Perspective: Safeguard the Olympic goal of celebrating the body rather than harming it

Winter Vinecki competes within the World Cup girls’s freestyle aerials snowboarding occasion, Feb. 6, 2021, in Deer Valley, Utah.
Rick Bowmer, Related Press

The Olympics are a celebration of human excellence and the goodness of the physique. The athletes run quicker, leap greater and land extra gracefully than appears potential. At their finest, they unite their pure abilities with onerous work and self-discipline, to discover the boundaries of what's potential to do with the reward of a human physique. However, increasingly, sports activities are pushing athletes past these limits in order that the Olympics develop into a chronicle of tips on how to destroy a physique, not rejoice it.

Within the Winter Olympics in Beijing, some divisions have needed to ban maneuvers to save lots of athletes’ lives. Ski aerials (newly expanded to incorporate a blended group occasion in 2022) see skiers launch themselves 50 toes into the air, flipping and twisting earlier than making an attempt to land on their toes. The game’s governing physique has set a ceiling of three flips per flight, fearing that aiming for extra would lead to critical accidents or deaths.
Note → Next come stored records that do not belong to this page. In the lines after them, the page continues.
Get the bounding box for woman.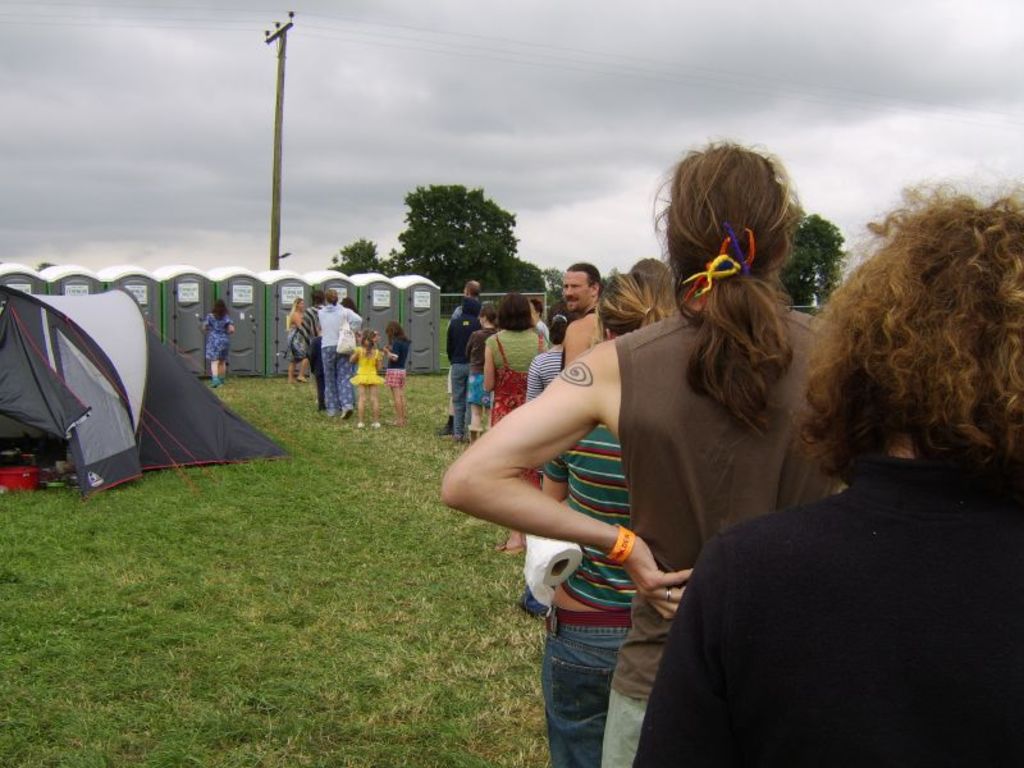
crop(283, 291, 308, 383).
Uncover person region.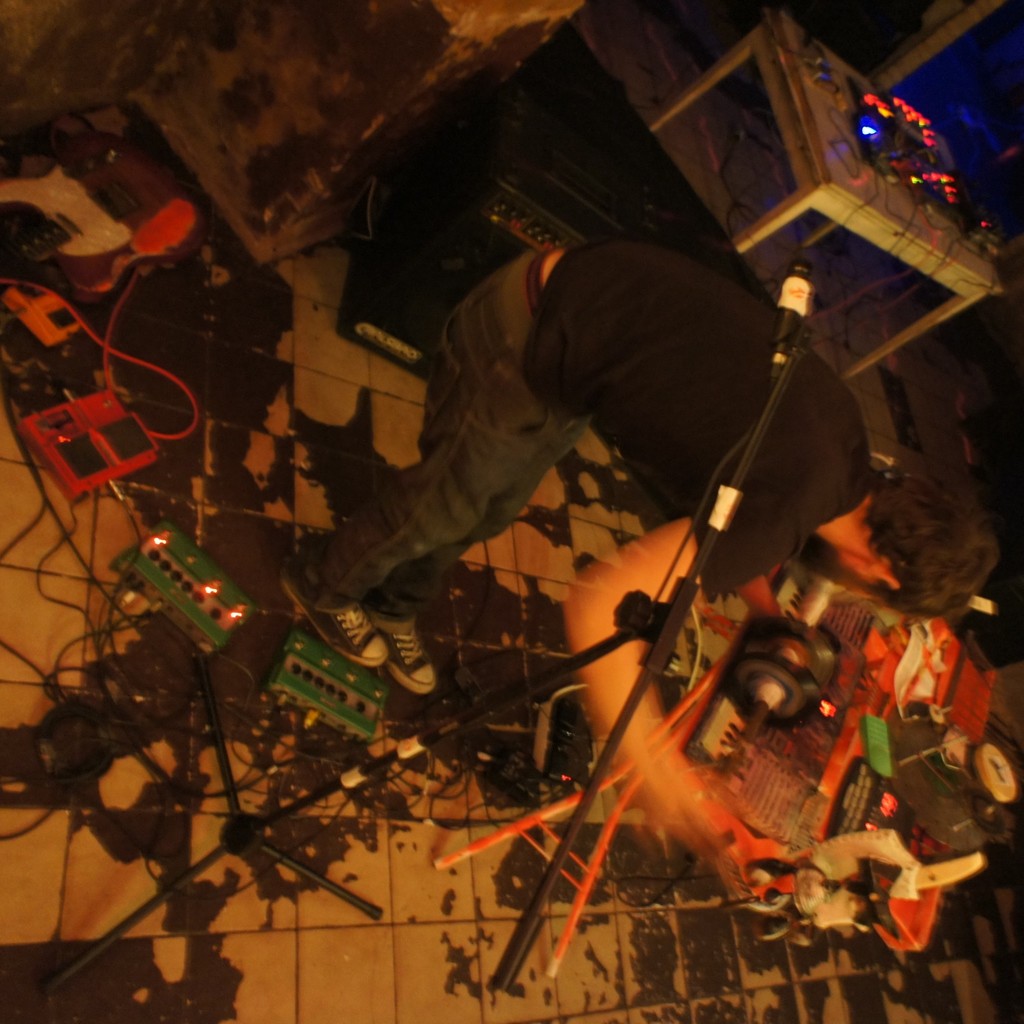
Uncovered: rect(284, 246, 999, 872).
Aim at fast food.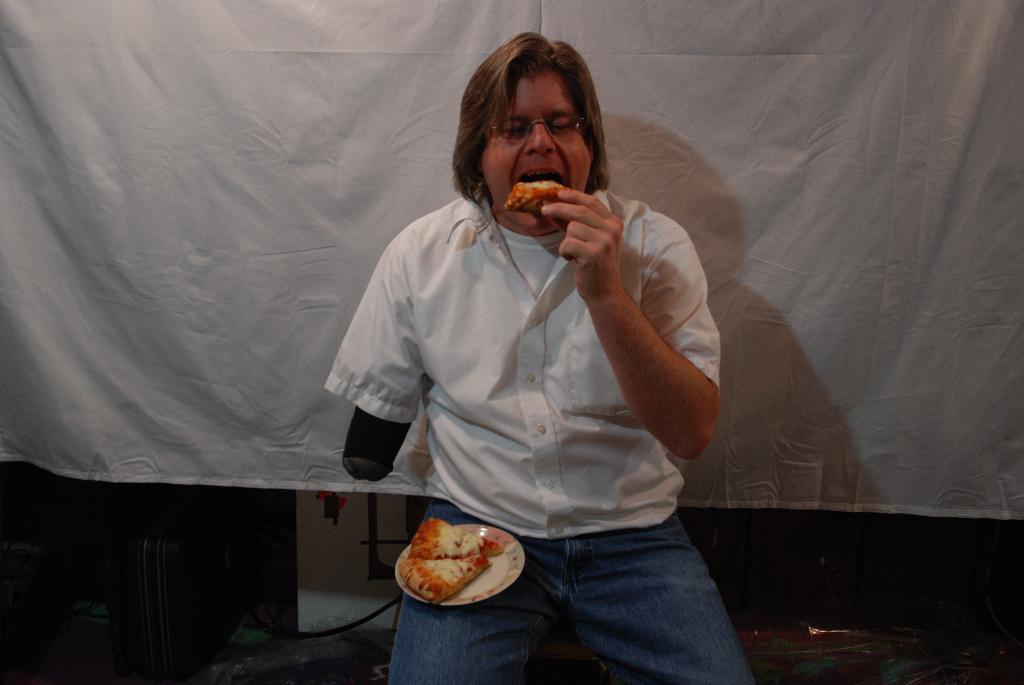
Aimed at 403,563,486,599.
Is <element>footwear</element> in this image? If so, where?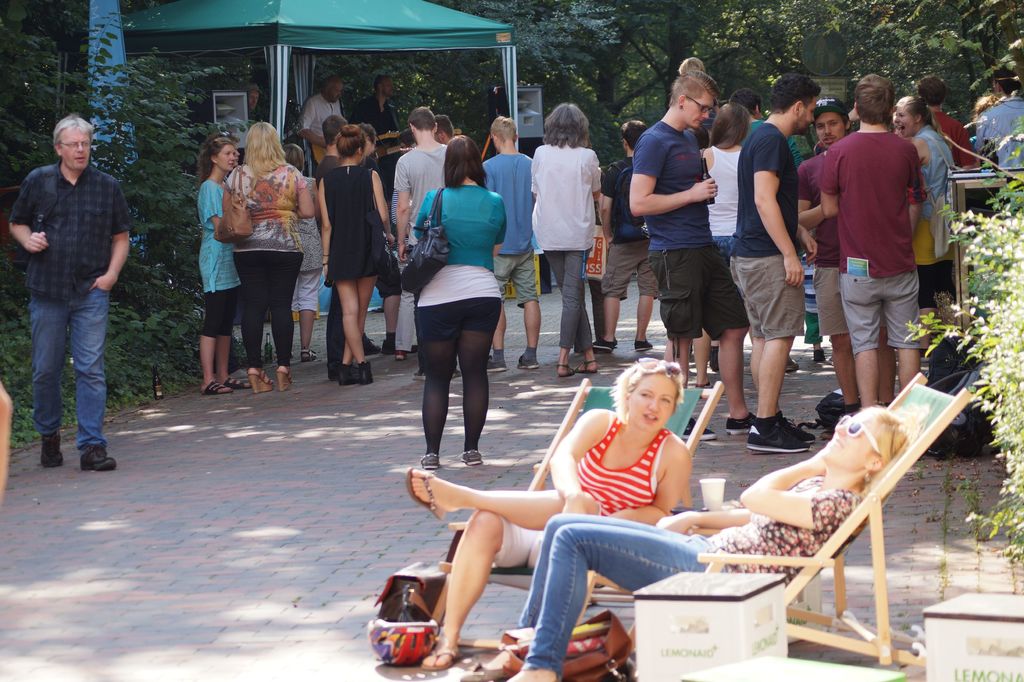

At this “protected” stage of competitors, it's unremarkable for athletes to land so onerous that they cough up blood.

In skeleton, bobsled and luge, the athletes could endure mind injury from the violence of crashes and the microconcussions of rattling rides over the ice at as much as 90 miles an hour. The game is premised on accumulating injury to its athletes, as absolutely as soccer is.

In determine skating, probably the most widespread sports activities within the Winter Olympics, the hazard is best hidden, however nonetheless current. This 12 months’s competitors has seen historic accomplishments; for instance, 15-year-old Russian skater Kamila Valieva was the primary lady to efficiently land a quad bounce (a bounce with 4 rotations) in Olympic competitors. Moments after touchdown the bounce throughout her free skate within the group competitors, she landed the second ever profitable Olympic quad in the identical routine. Skaters had tried the quad within the 1992 and 2006 Winter Olympics, with out efficiently finishing them in competitors.
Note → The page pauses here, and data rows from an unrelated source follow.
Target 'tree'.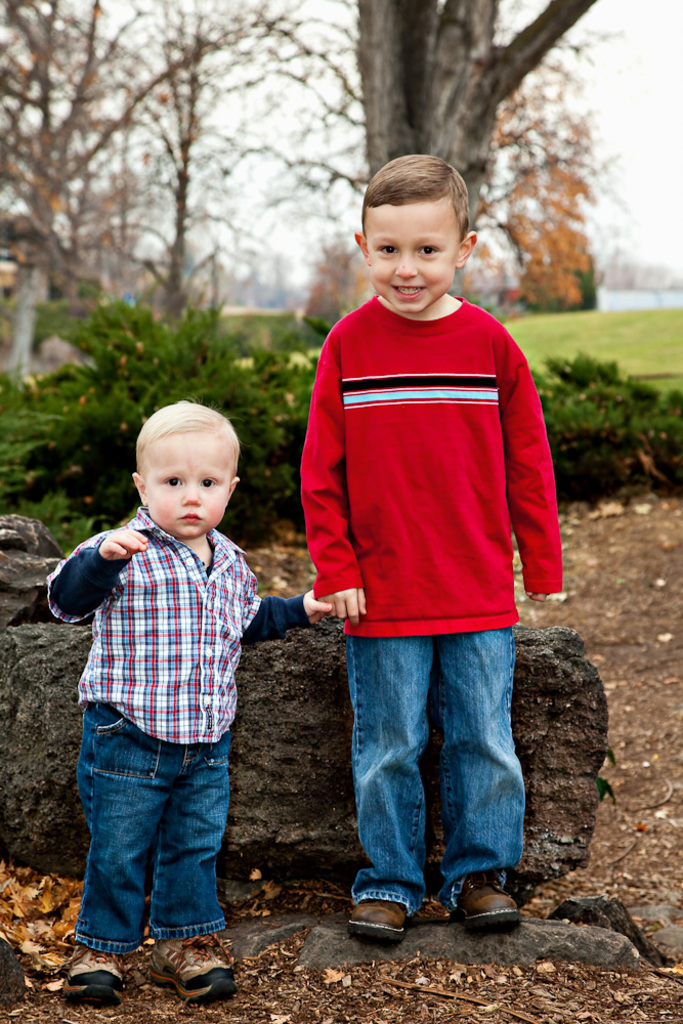
Target region: 352:0:597:290.
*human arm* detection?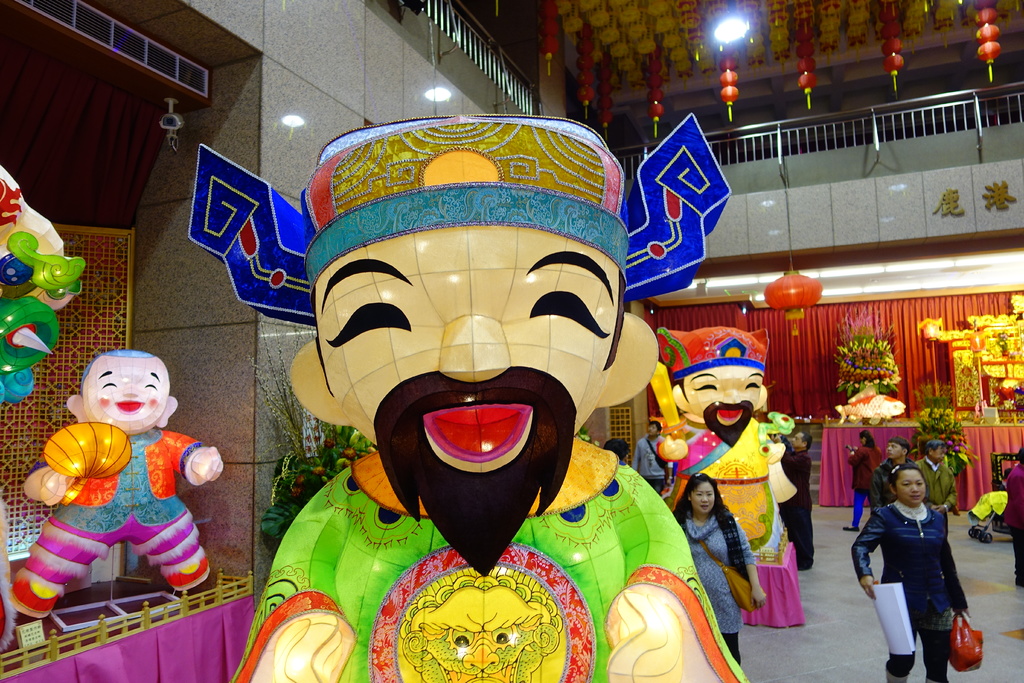
rect(19, 458, 67, 509)
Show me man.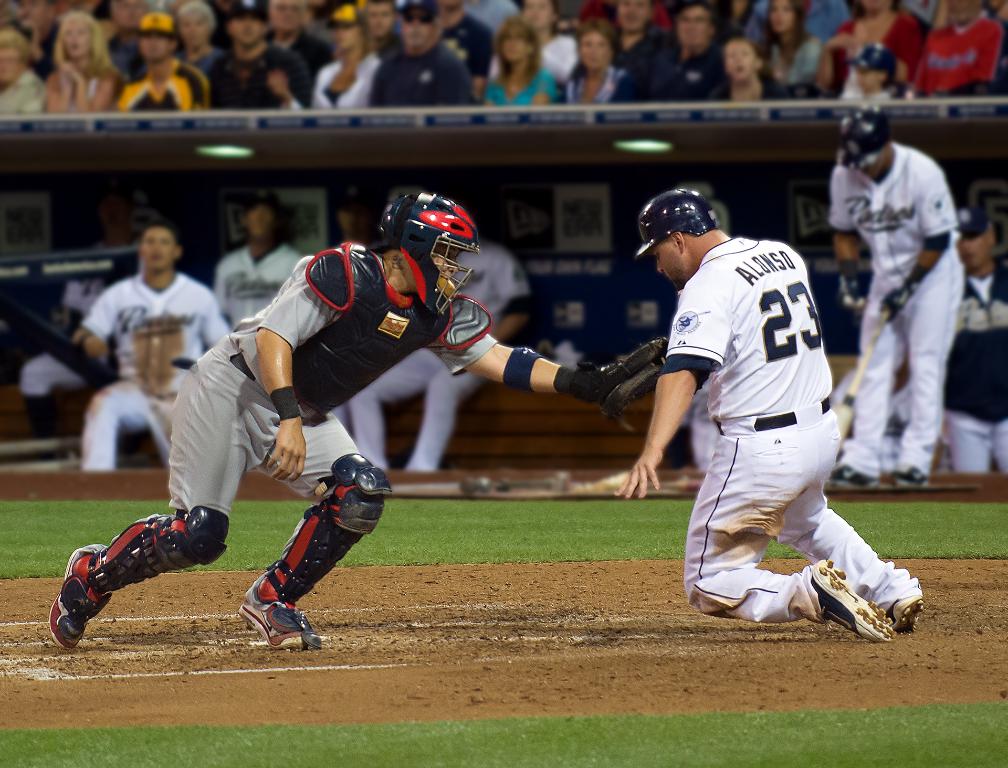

Earlier than the medals could possibly be awarded, nonetheless, Valieva reportedly examined constructive for a banned drug, leaving her medal and the legitimacy of her quads beneath a shadow. However earlier than the check end result got here to mild, there was already motive to fret that Valieva’s expertise had been warped by a coaching regime that enhances efficiency at the price of degrading the physique.

Valieva and all of the Russian girls skaters prepare with Eteri Tutberidze, a coach whose athletes land spectacular jumps after which vanish from the game round age 17 or 18. It’s been reported that a number of of her athletes have developed consuming problems, partially on account of a coaching regime that features day by day weigh-ins, diets of “powdered vitamins” and the strain to maintain up with youthful and lighter rivals.
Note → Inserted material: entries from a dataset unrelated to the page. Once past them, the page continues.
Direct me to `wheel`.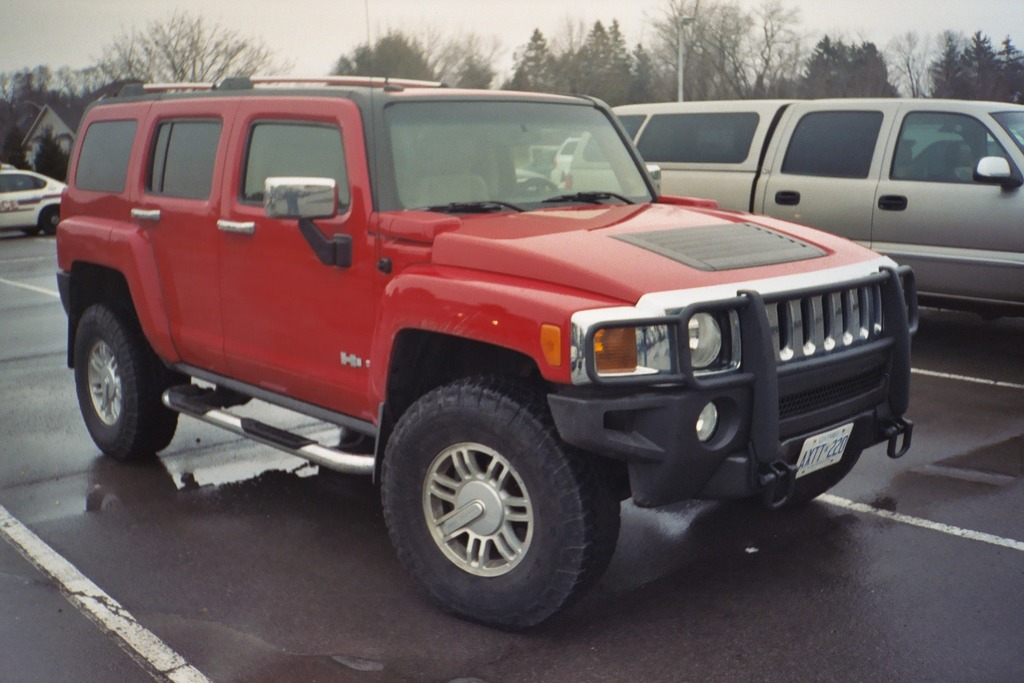
Direction: [left=756, top=450, right=862, bottom=504].
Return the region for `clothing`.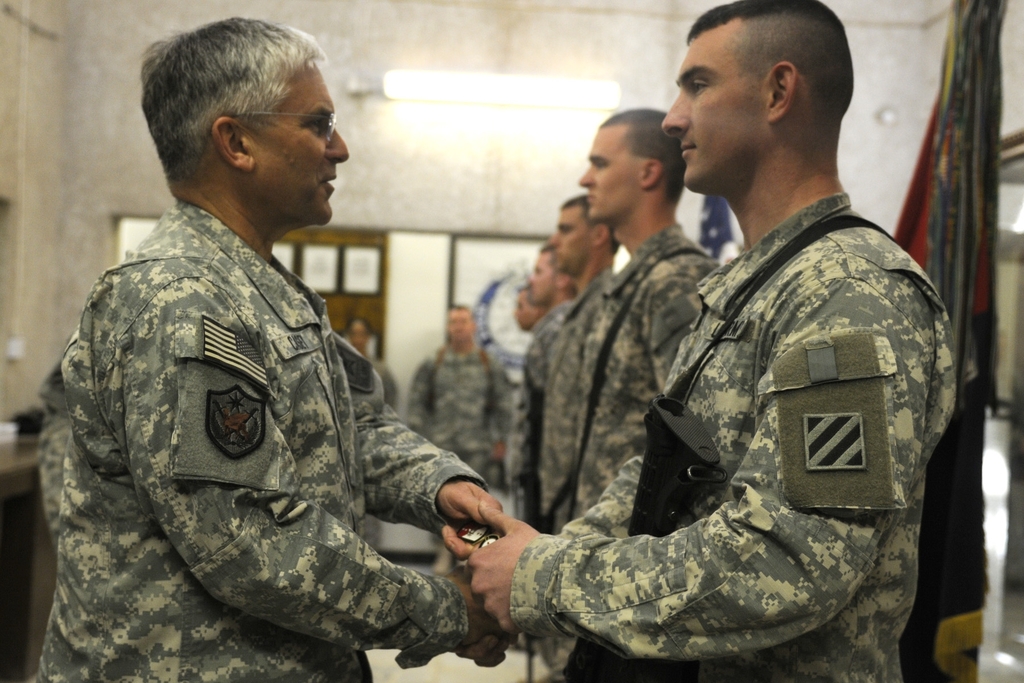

On the 2018 Olympics, Alina Zagitova, one other 15-year-old Russian skater, took house the gold medal, however a 12 months later she knew she was already used up, unable to remain aggressive with the youthful skaters additionally educated by Tutberidze. With the intention to maintain tempo and land quads, she mentioned, “I may also must lose some weight, one thing like 3kg, to lower the danger of accidents.”

Quads don’t work for older skaters. The physics get onerous as soon as a skater is previous puberty and begins to develop a girl’s physique. Restrictive consuming can forestall puberty and progress, however this technique is abuse of the physique, not celebration of its potential. Pushing a toddler’s physique to the boundaries ends in critical accidents that ship them into retirement earlier than they’re out of their teenagers.

Sustainable power and excellence is present in sports activities the place the athletes are capable of compete for years, quite than only a slim window of some years earlier than their our bodies give out. The Paralympics hew nearer to this mannequin, celebrating a variety of our bodies and excellences. One spotlight of the Summer time Paralympics is goalball — the one sport developed particularly for disabled athletes, quite than tailored from an current sport.

Blind athletes attempt to rating objectives with a belled ball, listening for its place and scrambling to defend their aim. The game begins with the premise that there's a specific form of athletic excellence that belongs to blind rivals. It was initially developed in 1946 as rehabilitation for World Struggle II veterans who had misplaced their sight. Whereas different Olympic sports activities destroy the wholesome physique, goalball started with a visible handicap and found what sort of power can emerge from this wounded physique.

Increasingly, the Olympics are a boondoggle for the host nation, with large buildings left to decay when the competitors has handed. Athletes are too usually handled as equally disposable. A sport that treats them as one thing for use up and discarded between competitors cycles is a sport that falls in need of what the Olympics must be. Abusive coaches must be banned from their sports activities, and intrinsically compromised occasions must be dropped or altered. Celebrating human excellence means not shedding sight of the people performing the feats.

Leah Libresco Sargeant is the writer of “Arriving at Amen” and “Constructing the Benedict Choice.” She runs the substack Different Feminisms, targeted on the dignity of interdependence.